Regarding the planned Bighorn Provincial Park in the West Country:

We may not perfectly agree with specific restrictions or opportunity sites, but overall the protection of this huge swath of land in “The Bighorn” is important.

Generating income from the clean air and water with a backdrop of majestic vistas is of ongoing long-term broad-based benefit, if done well.

It is important we protect this area as a provincial park, similar to Kananaskis Country, because in this world this sort of area is becoming rarer and harder to find.

In the ‘back-country’ I have proposed light on the land hut-to-hut hiking as is found in New Zealand, Nepal, Western Australia and Norway.
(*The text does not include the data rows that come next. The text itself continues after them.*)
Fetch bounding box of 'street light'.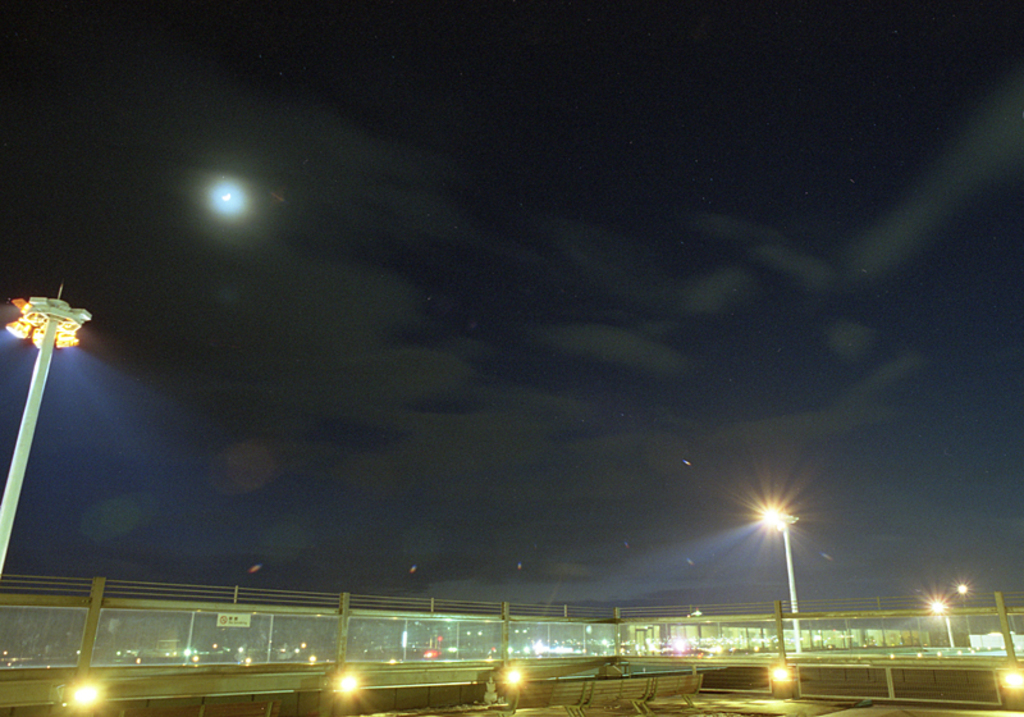
Bbox: crop(773, 659, 805, 700).
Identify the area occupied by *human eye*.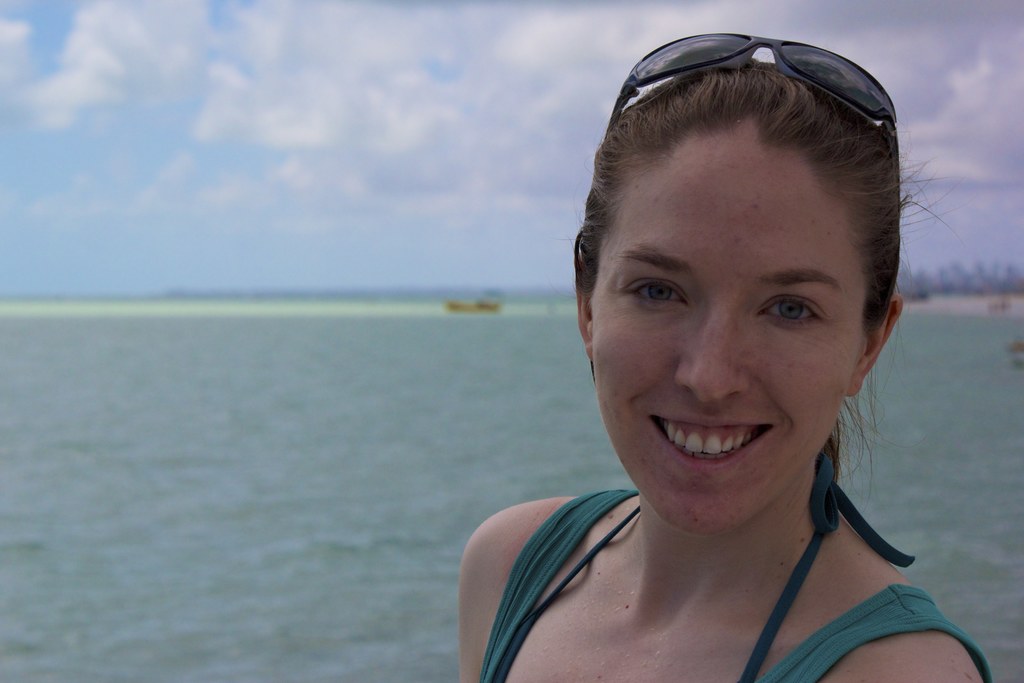
Area: left=757, top=293, right=828, bottom=333.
These can be well designed, constructed and maintained ‘huts’, which can foster greater knowledge of the area to local and foreign tourists and open access to the distant reaches (like Job or Lost Guide Lakes) of the park.

Along the highway ‘front country’, in specific sites and with a highly sensitive approach, there can also be more accommodations such as hostels and lodges. The ideal thing here will be to use some or many of the current “random campsites” which dot the David Thompson Corridor. They evidently have an attraction, they are already impacted (borrow pits etc), and they have potential to be part of the give local ‘pay-off’ for this political ‘trade-off’ of postponed resource extraction.

I support the creation of a provincial park here with the acceptance of First Nation’s traditional uses with community hunting and trapping and even local timber licenses. It can be a park for people to recreate in and for long-term ecological management. Kananasakis already exists as a model. We can do it better, it is not impossible.